→ **The problem**
Scan the records below for the word "will". Copy each line where it appears.

Records supplied: Begin

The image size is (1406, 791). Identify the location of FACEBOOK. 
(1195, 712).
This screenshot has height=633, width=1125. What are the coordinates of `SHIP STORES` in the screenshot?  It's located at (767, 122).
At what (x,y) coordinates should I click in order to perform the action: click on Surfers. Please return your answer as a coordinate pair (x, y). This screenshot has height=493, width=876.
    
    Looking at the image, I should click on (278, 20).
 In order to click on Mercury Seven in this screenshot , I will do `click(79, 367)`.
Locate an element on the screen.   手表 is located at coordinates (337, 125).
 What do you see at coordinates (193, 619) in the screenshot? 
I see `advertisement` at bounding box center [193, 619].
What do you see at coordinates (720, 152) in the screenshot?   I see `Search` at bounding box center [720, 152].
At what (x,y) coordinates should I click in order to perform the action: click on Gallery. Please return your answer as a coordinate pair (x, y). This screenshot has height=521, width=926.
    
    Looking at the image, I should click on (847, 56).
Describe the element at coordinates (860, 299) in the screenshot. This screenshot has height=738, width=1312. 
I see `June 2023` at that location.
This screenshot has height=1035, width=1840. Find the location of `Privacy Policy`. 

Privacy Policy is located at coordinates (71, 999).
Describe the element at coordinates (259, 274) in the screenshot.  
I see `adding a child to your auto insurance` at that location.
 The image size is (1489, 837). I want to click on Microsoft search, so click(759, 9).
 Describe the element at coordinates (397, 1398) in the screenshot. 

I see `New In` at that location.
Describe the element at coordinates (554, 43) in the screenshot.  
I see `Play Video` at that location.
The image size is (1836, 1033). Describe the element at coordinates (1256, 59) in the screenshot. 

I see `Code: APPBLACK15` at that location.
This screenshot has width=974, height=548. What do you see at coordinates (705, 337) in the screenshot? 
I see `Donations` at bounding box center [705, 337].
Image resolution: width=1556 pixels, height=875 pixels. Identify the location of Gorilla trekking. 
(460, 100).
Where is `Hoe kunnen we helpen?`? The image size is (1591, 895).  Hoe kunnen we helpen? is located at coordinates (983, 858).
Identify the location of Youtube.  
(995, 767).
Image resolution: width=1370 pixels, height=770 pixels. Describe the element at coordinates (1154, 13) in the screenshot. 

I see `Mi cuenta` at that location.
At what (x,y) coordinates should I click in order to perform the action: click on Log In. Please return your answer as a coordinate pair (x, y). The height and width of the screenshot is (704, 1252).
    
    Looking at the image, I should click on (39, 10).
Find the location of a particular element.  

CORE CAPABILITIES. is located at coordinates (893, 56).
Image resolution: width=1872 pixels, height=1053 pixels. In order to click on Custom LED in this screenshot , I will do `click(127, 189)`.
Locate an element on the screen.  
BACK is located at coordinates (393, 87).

Records supplied: End

→ **Solution to the problem**
 In order to click on Mercury Seven in this screenshot , I will do `click(79, 367)`.
Image resolution: width=1872 pixels, height=1053 pixels. In order to click on Custom LED in this screenshot , I will do `click(127, 189)`.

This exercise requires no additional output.